Kindly sponsored by
Peter Norris, enabling the use of The Rhododendron Handbook 1998
Article from Bean's Trees and Shrubs Hardy in the British Isles
Recommended citation
'Rhododendron taggianum' from the website Trees and Shrubs Online (treesandshrubsonline.
Very similar to R. lindleyi, differing in the larger calyx lobes, 17–19 × c.11 mm, that are not ciliate, though often margined with quickly deciduous scales. Flowering April-May. Royal Horticultural Society (1997)
Distribution Myanmar N China NW Yunnan
Habitat 1,800–3,700 m
RHS Hardiness Rating H3
Awards AM 1932 (Marquess of Headfort, Kells); flowers white, with a yellow blotch. AM 1992 (Millais Nurseries, Churt) to a clone 'Cliff Hanger', from Kingdon-Ward 8546; trusses 5 or 6-flowered, corolla white, with a small blotch of yellow-orange in upper throat. FCC 1943 (M. Adams-Acton, London); flowers white, buds tinged salmon pink.
Conservation status Vulnerable (VU)
An evergreen shrub 6 to 7 ft high; young shoots scaly. Leaves oblong-elliptical, tapered at both ends, 3 to 6 in. long, 1 to 2 in. wide, glaucous and with numerous tiny dark scales beneath; stalk 1⁄2 to 1 in. long, not grooved. Flowers usually three or four in a cluster, very fragrant. Calyx large, 5⁄8 to 3⁄4 in. long, deeply five-lobed, the lobes oval, 1⁄3 to 1⁄2 in. wide; flower-stalk 3⁄4 in. long, very scaly. Corolla pure glistening white except for a pale yellow blotch at the base inside, funnel-shaped, five-lobed, 3 to 4 in. long and wide. Stamens ten, 2 in. long, downy on the lower half. Ovary densely scaly; style as long as the stamens, scaly on the lowest third. Seed-vessel 2 in. long, glandular, the calyx persisting at the base. Bot. Mag., t. 9612. (s. Maddenii ss. Megacalyx)
This beautiful species was discovered by Forrest in 1925 on the western flank of the Nmai Hka-Salween divide, upper Burma, growing as a shrub 6 to 7 ft high on the margins of open conifer forest and among scrub at 10,000 to 11,000 ft. He introduced it in the same year. Subsequently Kingdon Ward found it farther west in the Seinghku valley and in the Adung valley nearby, where it makes dense thickets along the river bank at 6,000 ft.
R. taggianum first flowered in the Edinburgh Botanic Garden in May 1930 (under glass), the plant, which had been raised from Forrest’s 1925 seed, being then only 18 in. high. It has to be treated as a greenhouse shrub over much of the country, but is grown out-of-doors in a few favoured gardens in the Atlantic zone. A plant shown by the Marquis of Headfort on April 5, 1932, received an Award of Merit. It had been brought into early flower under glass. It was given a First Class Certificate on April 13, 1943, when shown by Murray Adams-Acton. At Brodick in the Isle of Arran, where it grows in the open, its normal flowering time is late May.
R. taggianum is very closely allied to R. lindleyi, but with a more eastern distribution. It differs in having the calyx-lobes without marginal hairs, and in other minor characters.
Although the species was described from a specimen collected by Forrest in 1925, Mr Davidian points out that it had been found some five years earlier by Farrer, in the Burma-Yunnan frontier region (Farrer 1825), though it was not introduced by him.
R. headfortianum Hutch., not mentioned in the main work, is now included in R. taggianum. The type was a plant raised at Headfort said to be from KW 6310, collected ‘blind’ in the early winter during Kingdon Ward’s journey through the Tsangpo gorge. If this provenance is correct, R. taggianum extends further west than once supposed, almost into the area of the related R. lindleyi.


(WHAT IS NEEDED) Take from the material every line that contains the word "Births".

--- START ---

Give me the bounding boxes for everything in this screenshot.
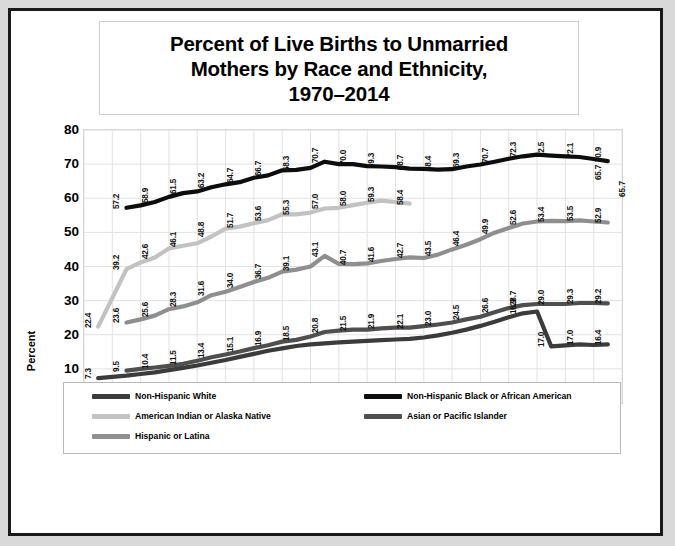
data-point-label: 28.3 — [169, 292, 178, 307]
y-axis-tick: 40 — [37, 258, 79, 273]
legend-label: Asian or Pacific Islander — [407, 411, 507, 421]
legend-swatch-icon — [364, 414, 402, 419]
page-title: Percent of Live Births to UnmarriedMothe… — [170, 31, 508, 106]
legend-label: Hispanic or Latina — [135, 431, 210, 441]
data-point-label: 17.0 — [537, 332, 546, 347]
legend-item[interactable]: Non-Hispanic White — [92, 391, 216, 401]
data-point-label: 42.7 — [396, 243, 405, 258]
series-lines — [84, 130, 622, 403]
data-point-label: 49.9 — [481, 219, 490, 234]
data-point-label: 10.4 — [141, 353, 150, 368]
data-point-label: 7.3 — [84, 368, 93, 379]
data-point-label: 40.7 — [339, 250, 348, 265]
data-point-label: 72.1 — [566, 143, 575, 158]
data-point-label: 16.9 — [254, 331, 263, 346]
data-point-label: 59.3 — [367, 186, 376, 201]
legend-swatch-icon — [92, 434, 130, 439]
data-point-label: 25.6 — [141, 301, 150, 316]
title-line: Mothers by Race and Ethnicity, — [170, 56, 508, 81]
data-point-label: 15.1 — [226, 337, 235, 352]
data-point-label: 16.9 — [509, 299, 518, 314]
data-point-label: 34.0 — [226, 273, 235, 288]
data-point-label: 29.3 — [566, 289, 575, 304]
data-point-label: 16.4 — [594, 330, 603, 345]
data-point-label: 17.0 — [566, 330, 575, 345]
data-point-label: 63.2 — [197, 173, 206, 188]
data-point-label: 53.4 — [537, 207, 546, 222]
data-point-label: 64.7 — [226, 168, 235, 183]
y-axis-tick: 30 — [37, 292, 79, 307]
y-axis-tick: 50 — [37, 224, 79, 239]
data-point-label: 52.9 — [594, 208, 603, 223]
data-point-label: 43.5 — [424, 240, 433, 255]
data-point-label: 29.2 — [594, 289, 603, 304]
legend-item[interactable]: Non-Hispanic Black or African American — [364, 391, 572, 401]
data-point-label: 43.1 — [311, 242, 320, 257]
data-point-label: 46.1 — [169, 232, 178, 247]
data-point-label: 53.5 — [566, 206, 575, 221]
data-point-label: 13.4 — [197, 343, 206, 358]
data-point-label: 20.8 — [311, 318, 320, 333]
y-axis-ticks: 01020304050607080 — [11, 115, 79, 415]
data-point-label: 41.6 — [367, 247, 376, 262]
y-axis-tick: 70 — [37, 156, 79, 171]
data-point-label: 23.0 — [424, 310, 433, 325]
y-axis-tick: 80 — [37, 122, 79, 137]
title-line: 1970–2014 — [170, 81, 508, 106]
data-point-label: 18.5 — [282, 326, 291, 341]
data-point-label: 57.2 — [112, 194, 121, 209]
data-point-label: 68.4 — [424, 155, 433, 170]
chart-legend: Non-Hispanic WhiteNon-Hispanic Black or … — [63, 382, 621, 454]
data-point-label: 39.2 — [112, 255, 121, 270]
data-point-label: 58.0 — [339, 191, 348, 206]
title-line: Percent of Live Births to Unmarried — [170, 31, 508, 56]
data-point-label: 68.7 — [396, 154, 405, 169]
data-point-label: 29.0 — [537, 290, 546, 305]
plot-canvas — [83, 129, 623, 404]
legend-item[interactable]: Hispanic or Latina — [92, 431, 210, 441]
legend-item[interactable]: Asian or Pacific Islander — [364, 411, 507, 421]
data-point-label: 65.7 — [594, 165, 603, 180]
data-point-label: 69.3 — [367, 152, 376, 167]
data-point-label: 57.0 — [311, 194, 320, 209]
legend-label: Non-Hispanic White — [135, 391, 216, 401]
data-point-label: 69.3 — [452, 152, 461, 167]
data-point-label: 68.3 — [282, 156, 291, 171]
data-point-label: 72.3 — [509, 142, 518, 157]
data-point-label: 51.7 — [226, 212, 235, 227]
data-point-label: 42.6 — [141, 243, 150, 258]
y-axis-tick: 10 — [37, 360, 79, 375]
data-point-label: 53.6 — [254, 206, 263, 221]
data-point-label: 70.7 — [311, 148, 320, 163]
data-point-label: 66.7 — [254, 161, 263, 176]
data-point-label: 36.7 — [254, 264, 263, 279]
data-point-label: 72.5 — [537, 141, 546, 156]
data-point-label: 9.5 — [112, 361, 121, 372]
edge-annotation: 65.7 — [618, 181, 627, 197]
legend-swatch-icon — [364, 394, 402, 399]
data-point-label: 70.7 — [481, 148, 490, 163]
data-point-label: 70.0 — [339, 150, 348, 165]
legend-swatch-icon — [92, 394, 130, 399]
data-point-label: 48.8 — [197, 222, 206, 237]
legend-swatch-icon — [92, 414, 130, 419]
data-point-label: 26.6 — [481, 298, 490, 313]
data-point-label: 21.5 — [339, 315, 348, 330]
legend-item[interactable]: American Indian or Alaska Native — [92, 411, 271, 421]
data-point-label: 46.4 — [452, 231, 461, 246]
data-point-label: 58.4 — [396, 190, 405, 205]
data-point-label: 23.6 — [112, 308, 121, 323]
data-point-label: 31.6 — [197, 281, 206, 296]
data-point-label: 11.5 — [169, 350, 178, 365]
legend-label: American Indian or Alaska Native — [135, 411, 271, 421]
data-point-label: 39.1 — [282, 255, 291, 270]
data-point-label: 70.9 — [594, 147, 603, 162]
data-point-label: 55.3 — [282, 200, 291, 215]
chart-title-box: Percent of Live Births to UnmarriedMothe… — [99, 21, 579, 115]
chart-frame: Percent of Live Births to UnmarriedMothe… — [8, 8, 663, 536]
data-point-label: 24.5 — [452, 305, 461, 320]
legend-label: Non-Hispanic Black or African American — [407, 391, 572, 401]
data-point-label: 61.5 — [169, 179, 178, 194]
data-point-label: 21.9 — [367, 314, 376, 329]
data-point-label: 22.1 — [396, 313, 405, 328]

--- END ---

(WRITTEN ANSWER)
page-title: Percent of Live Births to UnmarriedMothe… — [170, 31, 508, 106]
title-line: Percent of Live Births to Unmarried — [170, 31, 508, 56]
chart-title-box: Percent of Live Births to UnmarriedMothe… — [99, 21, 579, 115]
chart-frame: Percent of Live Births to UnmarriedMothe… — [8, 8, 663, 536]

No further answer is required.